The term ‘duplicate content’ alludes to pieces of information that appear in multiple locations online. For years, many in the search engine optimization industry have been believing that this form of content adversely affects search rankings. Even you might have thought so in the case you have been part of an SEO training Ernakulam based institute.
However, the recent revelation of Google’s Senior Webmaster Trends Analyst, John Mueller, is that it is not one of the ranking factors. That is to say, the same piece of information across multiple webpages would not make a website rank lower on Google search results.
As for Mueller, it is common for websites to have some duplicate content. Google algorithms are made to deal with it. While Mueller touched upon this matter recently, it was brought up once more in Google Search Central office-hours held on January 2020 last week.
It is one of the topics that often pop up amongst search engine optimization professionals. Moreover, several providers of the best SEO packages check for duplicate content when they audition websites. They have all seemed to have believed the notion that it affects the rankings.
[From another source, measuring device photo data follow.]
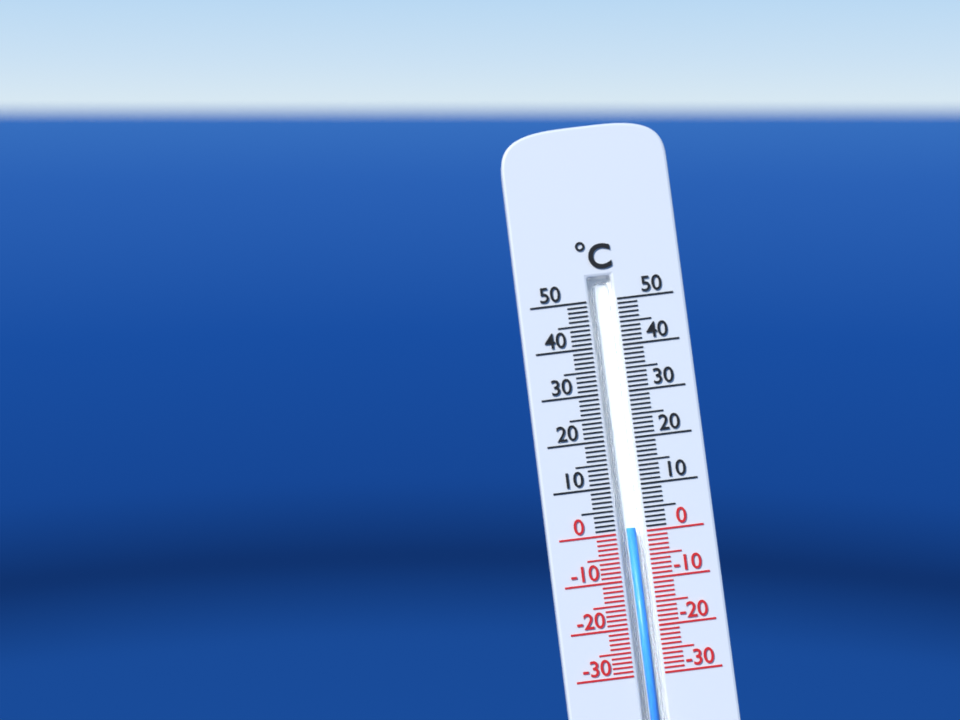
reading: 1 °C
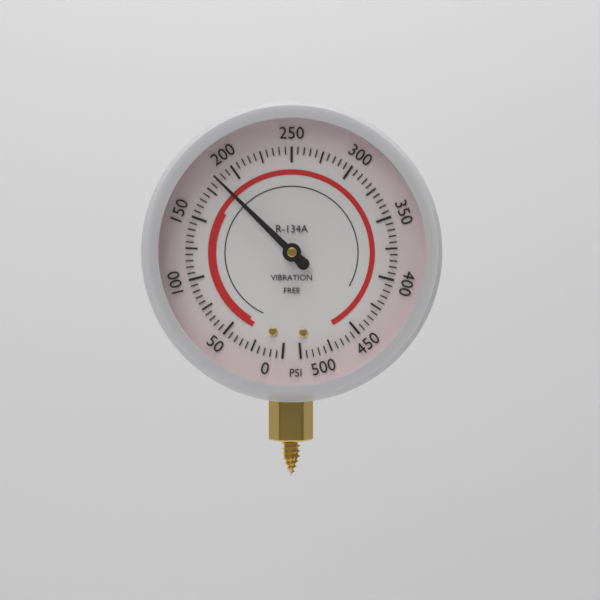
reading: 185 psi
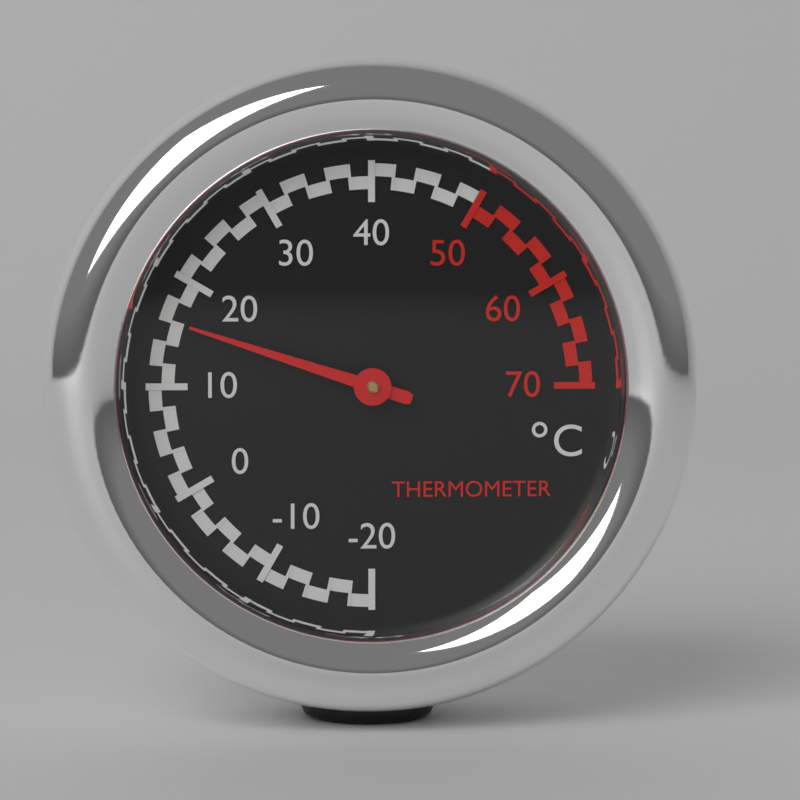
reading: 16 °C
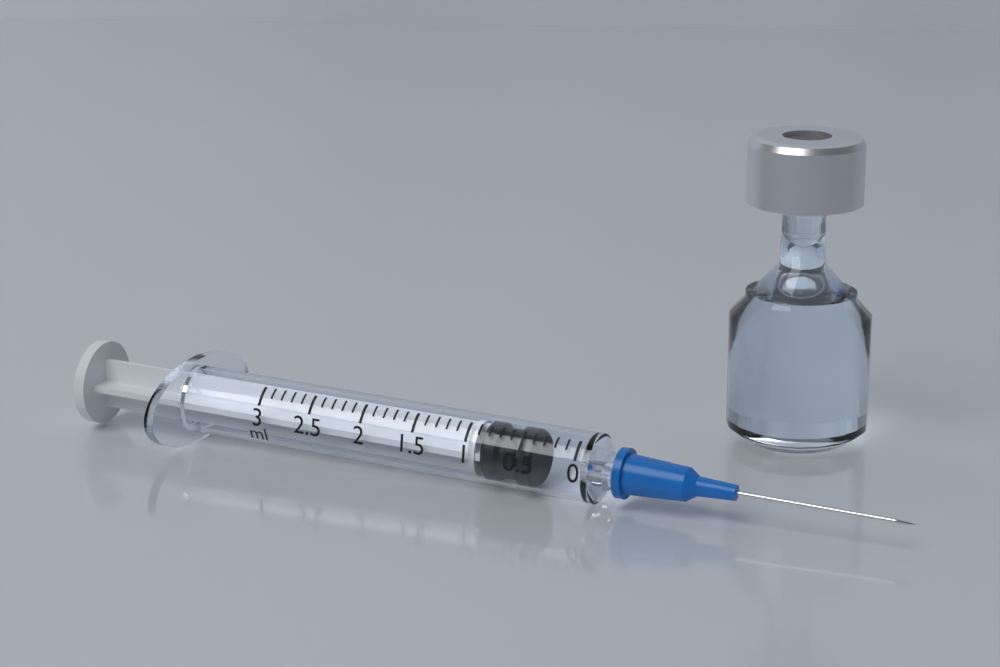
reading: 0.4 ml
The myth has been dispelled, thanks partly to an automobile businessman who asked about it to Mueller during the program. That person has an auto parts website where the component descriptions are repeated in more than one place. He wanted to know whether that would have a negative effect on search results.
While duplicate webpages may bloat a website and eat into crawl budget, that is an altogether different matter. Mueller did not discuss that during the recent event.
When content sections are being repeated right through a website, like the footer or header, Mueller confirms that it would not send any negative search ranking signals. To exemplify how common duplicate content possibly is, he gave examples that users would always come across.
You would see the same type of content pretty much everywhere when shopping for products or services online. It is normal for online sellers to offer the same item, so the product webpages may share the same information to a large extent.
Google will not interpret the negative signals that come through crawling an item’s description appearing somewhere else on a different retailer’s website. While website footers are technically duplicate content, said Mueller, it is also not an issue in the case of search rankings.